Image by StockSnap from Pixabay
You’re standing in the kitchen, cutting crusts off a PB&J while your spouse silently scrolls their phone in the other room… for the fifth night in a row. The kids are loud, the dog needs out, and connection feels like a distant memory. Sound familiar? In today’s world of snack schedules and soccer practice, it’s easy to slip into child-centered parenting without even realizing it. But here’s the surprising truth: Putting your kids before your spouse might be doing more harm than good, not just to your marriage, but to your children’s emotional and relational health, too.
So, here’s a question that pops up more than a toddler at 1 a.m. after a juice box: Should your children come before your spouse? Before we move on, let me warn you, I agree with Owen Strachan, who wrote, “I’ve been surprised at the amount of secular-seeming, child-centered, sin-gratifying parenting I’ve seen in the evangelical community.”
Let me explain before you sharpen your pitchfork or prepare a nastygram response.
Many well-meaning parents, usually the exhausted, guilt-ridden kind, say, “Of course! My kids come first! They need me. They’re fragile. They can’t microwave their own chicken nuggets!”
Yes, kids need care, attention, and about a million snacks a day.
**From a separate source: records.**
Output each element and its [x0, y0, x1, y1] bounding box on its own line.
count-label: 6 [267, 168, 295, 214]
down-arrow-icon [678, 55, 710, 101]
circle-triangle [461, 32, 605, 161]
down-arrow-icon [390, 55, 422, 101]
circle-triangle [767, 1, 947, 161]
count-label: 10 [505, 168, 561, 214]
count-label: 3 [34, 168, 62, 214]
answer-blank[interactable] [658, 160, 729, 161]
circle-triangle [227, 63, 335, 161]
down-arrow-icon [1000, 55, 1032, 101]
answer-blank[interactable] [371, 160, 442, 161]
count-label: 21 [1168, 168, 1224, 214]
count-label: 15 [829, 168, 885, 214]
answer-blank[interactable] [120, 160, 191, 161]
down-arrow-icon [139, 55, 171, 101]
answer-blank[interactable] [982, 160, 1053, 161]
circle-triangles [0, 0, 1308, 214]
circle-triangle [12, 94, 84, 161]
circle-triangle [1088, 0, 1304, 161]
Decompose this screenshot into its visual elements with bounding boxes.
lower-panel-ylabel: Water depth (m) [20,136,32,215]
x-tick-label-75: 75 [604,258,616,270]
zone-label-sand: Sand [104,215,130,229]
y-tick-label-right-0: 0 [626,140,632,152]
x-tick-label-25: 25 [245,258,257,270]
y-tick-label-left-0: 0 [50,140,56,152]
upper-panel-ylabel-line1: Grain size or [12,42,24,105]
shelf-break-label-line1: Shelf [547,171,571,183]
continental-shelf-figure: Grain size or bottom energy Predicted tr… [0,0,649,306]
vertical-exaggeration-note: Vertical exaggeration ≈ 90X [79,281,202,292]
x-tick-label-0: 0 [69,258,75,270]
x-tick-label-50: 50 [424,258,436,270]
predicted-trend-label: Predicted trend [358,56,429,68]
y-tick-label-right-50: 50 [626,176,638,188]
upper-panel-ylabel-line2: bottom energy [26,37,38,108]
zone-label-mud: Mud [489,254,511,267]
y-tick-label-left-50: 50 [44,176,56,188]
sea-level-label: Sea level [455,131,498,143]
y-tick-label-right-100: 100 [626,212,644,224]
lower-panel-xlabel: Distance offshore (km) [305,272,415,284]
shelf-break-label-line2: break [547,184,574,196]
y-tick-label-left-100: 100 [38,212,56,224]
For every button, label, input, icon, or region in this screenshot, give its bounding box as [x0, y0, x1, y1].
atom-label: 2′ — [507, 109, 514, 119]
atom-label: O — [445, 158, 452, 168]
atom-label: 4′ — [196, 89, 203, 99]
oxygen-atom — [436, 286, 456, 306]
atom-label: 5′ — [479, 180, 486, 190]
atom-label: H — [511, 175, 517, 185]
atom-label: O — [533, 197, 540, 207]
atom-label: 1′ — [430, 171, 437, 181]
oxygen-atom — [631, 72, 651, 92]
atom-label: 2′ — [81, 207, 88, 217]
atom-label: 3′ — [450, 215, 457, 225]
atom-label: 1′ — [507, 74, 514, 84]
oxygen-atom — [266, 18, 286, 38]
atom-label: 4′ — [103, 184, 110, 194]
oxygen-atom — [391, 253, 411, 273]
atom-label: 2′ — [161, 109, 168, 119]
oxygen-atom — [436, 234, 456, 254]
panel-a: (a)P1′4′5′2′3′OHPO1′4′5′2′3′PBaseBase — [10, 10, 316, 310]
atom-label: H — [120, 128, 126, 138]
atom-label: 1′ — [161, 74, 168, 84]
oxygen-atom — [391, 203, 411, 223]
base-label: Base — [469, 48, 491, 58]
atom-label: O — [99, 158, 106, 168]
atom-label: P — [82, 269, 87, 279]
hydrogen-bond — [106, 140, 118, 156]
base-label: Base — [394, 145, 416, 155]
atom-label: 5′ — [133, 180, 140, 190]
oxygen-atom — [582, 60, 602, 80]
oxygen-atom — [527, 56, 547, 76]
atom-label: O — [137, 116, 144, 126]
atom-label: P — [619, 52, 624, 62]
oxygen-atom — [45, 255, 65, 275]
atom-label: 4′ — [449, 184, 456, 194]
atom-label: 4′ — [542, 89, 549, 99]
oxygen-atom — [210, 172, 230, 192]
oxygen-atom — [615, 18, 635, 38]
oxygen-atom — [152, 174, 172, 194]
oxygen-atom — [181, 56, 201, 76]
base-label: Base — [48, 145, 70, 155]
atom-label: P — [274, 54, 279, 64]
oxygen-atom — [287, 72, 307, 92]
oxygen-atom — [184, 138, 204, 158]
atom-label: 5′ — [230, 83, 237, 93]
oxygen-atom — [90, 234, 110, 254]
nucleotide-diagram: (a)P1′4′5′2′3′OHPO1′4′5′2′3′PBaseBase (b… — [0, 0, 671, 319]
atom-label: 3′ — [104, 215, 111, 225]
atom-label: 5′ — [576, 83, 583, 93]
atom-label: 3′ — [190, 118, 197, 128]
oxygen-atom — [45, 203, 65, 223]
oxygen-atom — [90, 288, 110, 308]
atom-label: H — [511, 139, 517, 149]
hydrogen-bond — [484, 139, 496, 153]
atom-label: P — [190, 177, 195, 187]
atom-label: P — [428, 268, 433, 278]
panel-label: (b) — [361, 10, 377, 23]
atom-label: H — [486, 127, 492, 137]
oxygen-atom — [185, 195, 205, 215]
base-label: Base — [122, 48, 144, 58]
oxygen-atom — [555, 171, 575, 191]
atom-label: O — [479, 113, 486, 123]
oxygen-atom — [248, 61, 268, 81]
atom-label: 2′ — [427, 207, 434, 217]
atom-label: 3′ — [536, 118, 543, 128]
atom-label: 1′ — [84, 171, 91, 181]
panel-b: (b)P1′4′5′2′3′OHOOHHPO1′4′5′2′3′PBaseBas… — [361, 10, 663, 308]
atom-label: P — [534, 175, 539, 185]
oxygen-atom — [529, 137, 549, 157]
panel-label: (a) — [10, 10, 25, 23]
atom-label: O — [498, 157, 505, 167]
But what if this instinct to put your kids before your spouse is cracking the very foundation your kids rely on most: your marriage?
Let’s talk facts. Not feelings. Not Facebook memes. Facts.
The Research Doesn’t Lie
Dr. John Gottman (basically the LeBron James of marriage research) has spent decades studying what makes relationships work. He’s not guessing. He’s measuring, analyzing, and running stats like a marriage nerd.
And here’s what he found: The quality of the parents’ relationship is the single most significant predictor of a child’s emotional health, academic success, and future relationships.
Read that again. Slowly.
He also discovered that even in child-focused homes, if there’s a lot of conflict between parents, the kids are more likely to struggle with anxiety, depression, and trust issues later in life. Yikes.
So, while it may feel like you’re helping your kids by putting them front and center, you might be undermining what they need most: a united, healthy, and happy marriage between Mom and Dad.
Why a Strong Marriage Matters
Here’s the simple truth: A strong marriage is one of the best gifts you can give your children.
When your marriage thrives, it sets the tone for everything else in your home. But when your kids become the sun around which your family orbits, you end up with what experts call child-centric parenting.
Sounds noble, but here’s what it usually leads to:
- Marital dissatisfaction: Studies show that couples who overly focus on their children often report lower satisfaction in their relationship over time.
- Unintentional pressure on kids: Kids aren’t supposed to carry the emotional weight of their parents’ connection. That’s not love; it’s stress.
- A fading marriage: Once the kids are grown and gone, many couples look at each other and realize they haven’t actually “been married” in years, just co-parenting roommates.
This Isn’t About Neglect. It’s About Order.
Let’s be clear: this isn’t a call to ignore your children. (Put down the CPS phone call, Chris.)
It’s about alignment. Healthy families operate with a clear sense of priority: Marriage first. Parenting second. This is the picture depicted in Scripture where a marriage creates a new primary relationship—one that even supersedes the parent-child bond.
Child-centric parenting also risks creating an entitlement mentality in your kids, where they believe they are the center of everything. News flash: they are not.
Why is this a big deal? Because kids thrive and become better, well-balanced humans in environments where love is modeled well, where Mom and Dad are connected, and where home doesn’t feel like a constant power struggle or emotional vacuum.
Does this mean skipping a newborn’s 2 a.m. feeding because you went on a date night? No. That’s dumb. Don’t do that.
And that doesn’t mean ignoring your teens or never spending time with them one-on-one.
But it does mean carving out intentional and quality time to connect with your spouse as a partner, a lover, and a teammate. You are far more than a co-parent.

Image by Louise Armstrong from Pixabay
The Big Takeaway
Your marriage isn’t competing with your parenting; it’s fueling it. Prioritizing your spouse isn’t selfish. It’s strategic and smart.
It tells your children:
- “Love is secure.”
- “Commitment matters.”
- “You’re part of something bigger than yourself.”
When you build your marriage, your children will flourish in its shelter.
So tonight, after the Legos are picked up and the meltdowns subside, maybe check in with your spouse, not about homework or soccer schedules but about each other.
Trust me, your kids will thank you. (Probably not today. But maybe someday, when they’re sitting in premarital counseling and they amaze the pastor with their ability to communicate well. A skill they learned by watching you.)
I’d love to hear from you—seriously.
Drop a comment below and let’s start a conversation. Your thoughts matter, and they might just encourage someone else as well.
Want more stories, hope, and honest insights? You can find me on X and Facebook, or delve deeper into my heart and writing on my website.
My books are available too, if you’re curious (or just need something to read with your coffee).